COMP316A: Artificial Intelligence Techniques and Applications

- Assignment 4: Working with a joint probability distribution -

This assignment is marked out of 40, with a maximum of 20 marks for the first part and a maximum of 20 marks for the second part.

  1. Write a program that performs probabilistic inference for Boolean variables based on a given full joint distribution. The program must read the joint distribution from a file. The file name must be the first command-line argument of your program. The format of the file must be as follows. The first line in the file contains the number of variables. Each subsequent line specifies one probability in the joint distribution. To define the order of the probabilities we consider each assignment of values to the random variables as a bitstring where 0 represents the value false and 1 the value true. The value of the first variable is represented by the first bit, and so on. There are 2^N bitstrings for N variables. The entry on line i must be the probability of the values corresponding to the binary representation of the integer i-2. For three variables the file could look like this:

    3
    0.15
    0.05
    0.03
    0.27
    0.1
    0.1
    0.1
    0.2

    In this case, 0.15 is the probability that all values are false, 0.05 is the probability that the value of the last variable is true and all other values are false, and 0.2 is the probability that all values are true.

    The second command-line argument of your program must be a string specifying the query to perform. With N variables, the string must contain N characters. The first character must correspond to the first variable, and so on. The characters must be either "Q", "H", "T", or "F". A "Q" is used to indicate the query variable and an "H" is used for each hidden variable. "T" and "F" are used to specify the truth values of the evidence variables. Assume the above joint distribution is stored in a file called "jd.prob". Running your program with the command-line

    java ProbInf jd.prob TQH

    means that the evidence consists of the value true for the first variable, the query is the second variable, and the state of the third variable is hidden. You can assume that there is only one query variable.

    Your program must output the conditional probability for the value true of the query variable given the values of the evidence variables. For the above example it must output 0.6 because the conditional probability is given by (0.1 + 0.2) / (0.1 + 0.1 + 0.1 + 0.2).

     

  2. Write a program that can check for complete independence or conditional independence of two variables based on a given joint distribution. The first command-line argument must be the name of a file containing the full joint distribution in the format specified above. The second argument must be the index of the first variable being tested for independence (starting with index 1 for the first variable in the specification of the joint distribution), and the third argument must be the index of the second variable being tested for independence. All remaining (optional) arguments must be indices of attributes that we want to condition on (in case we are testing for conditional independence). For example, running your program with the command-line

    java CheckIndependence jd.prob 1 3 2

    must check whether the first and the last variable in the above problem are conditionally independent given the second one. The command-line

    java CheckIndependence jd.prob 1 2

    must check whether the first two variables are completely independent.

    If the variables are (conditionally) independent, your program must output "true" to standard-out, and "false" otherwise.

Make sure ALL the code you submit is your own code. Also, make sure your code is well-documented with lots of comments. Assignment submission is online, as usual.

Other Information

Value: 11% of the final grade
Due date: Wednesday, 7 May, midday

No extensions will be granted except for sound, documented, medical reasons.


WHAT IS EXPECTED - Return each line of the records below in which the string "Hard" turns up.

INPUT -
......
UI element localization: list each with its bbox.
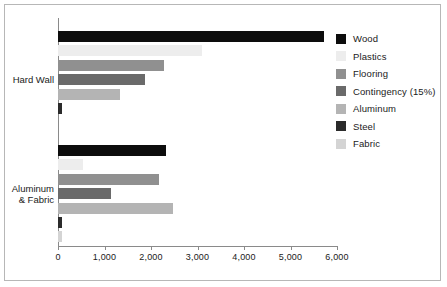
bar <box>58 203 173 214</box>
category-label: Aluminum & Fabric <box>0 183 58 205</box>
bar <box>58 159 83 170</box>
bar <box>58 145 166 156</box>
legend-swatch-icon <box>336 104 346 114</box>
legend-item-label: Wood <box>353 33 378 44</box>
legend-swatch-icon <box>336 139 346 149</box>
x-axis-tick-label: 1,000 <box>93 252 117 262</box>
legend-item[interactable]: Aluminum <box>336 100 444 118</box>
legend-item[interactable]: Fabric <box>336 135 444 153</box>
category-label: Hard Wall <box>0 74 58 85</box>
legend-item[interactable]: Plastics <box>336 48 444 66</box>
bar <box>58 231 62 242</box>
bar <box>58 89 120 100</box>
legend-item-label: Contingency (15%) <box>353 86 436 97</box>
legend-item-label: Steel <box>353 121 375 132</box>
x-axis-tick-mark <box>244 246 245 250</box>
bar <box>58 103 62 114</box>
bar <box>58 188 111 199</box>
legend-swatch-icon <box>336 121 346 131</box>
legend-swatch-icon <box>336 34 346 44</box>
bar <box>58 217 62 228</box>
chart-legend: WoodPlasticsFlooringContingency (15%)Alu… <box>336 30 444 153</box>
legend-item[interactable]: Steel <box>336 118 444 136</box>
bar-chart-figure: 01,0002,0003,0004,0005,0006,000 Hard Wal… <box>0 0 447 287</box>
bar <box>58 74 145 85</box>
legend-item[interactable]: Flooring <box>336 65 444 83</box>
legend-item-label: Flooring <box>353 68 388 79</box>
bar <box>58 31 324 42</box>
bar <box>58 174 159 185</box>
x-axis-tick-mark <box>291 246 292 250</box>
legend-swatch-icon <box>336 86 346 96</box>
legend-item[interactable]: Wood <box>336 30 444 48</box>
legend-swatch-icon <box>336 51 346 61</box>
legend-item-label: Plastics <box>353 51 387 62</box>
x-axis-tick-mark <box>337 246 338 250</box>
x-axis-tick-label: 6,000 <box>325 252 349 262</box>
x-axis-tick-label: 3,000 <box>186 252 210 262</box>
legend-item-label: Aluminum <box>353 103 396 114</box>
legend-item[interactable]: Contingency (15%) <box>336 83 444 101</box>
x-axis-tick-label: 0 <box>55 252 60 262</box>
bar <box>58 45 202 56</box>
x-axis-tick-label: 5,000 <box>279 252 303 262</box>
x-axis-tick-mark <box>151 246 152 250</box>
legend-swatch-icon <box>336 69 346 79</box>
x-axis-tick-label: 2,000 <box>139 252 163 262</box>
x-axis-tick-mark <box>105 246 106 250</box>
x-axis-tick-label: 4,000 <box>232 252 256 262</box>
x-axis-tick-mark <box>198 246 199 250</box>
legend-item-label: Fabric <box>353 138 380 149</box>
bar <box>58 60 164 71</box>
x-axis-tick-mark <box>58 246 59 250</box>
......
RESULT -
category-label: Hard Wall <box>0 74 58 85</box>
bar-chart-figure: 01,0002,0003,0004,0005,0006,000 Hard Wal… <box>0 0 447 287</box>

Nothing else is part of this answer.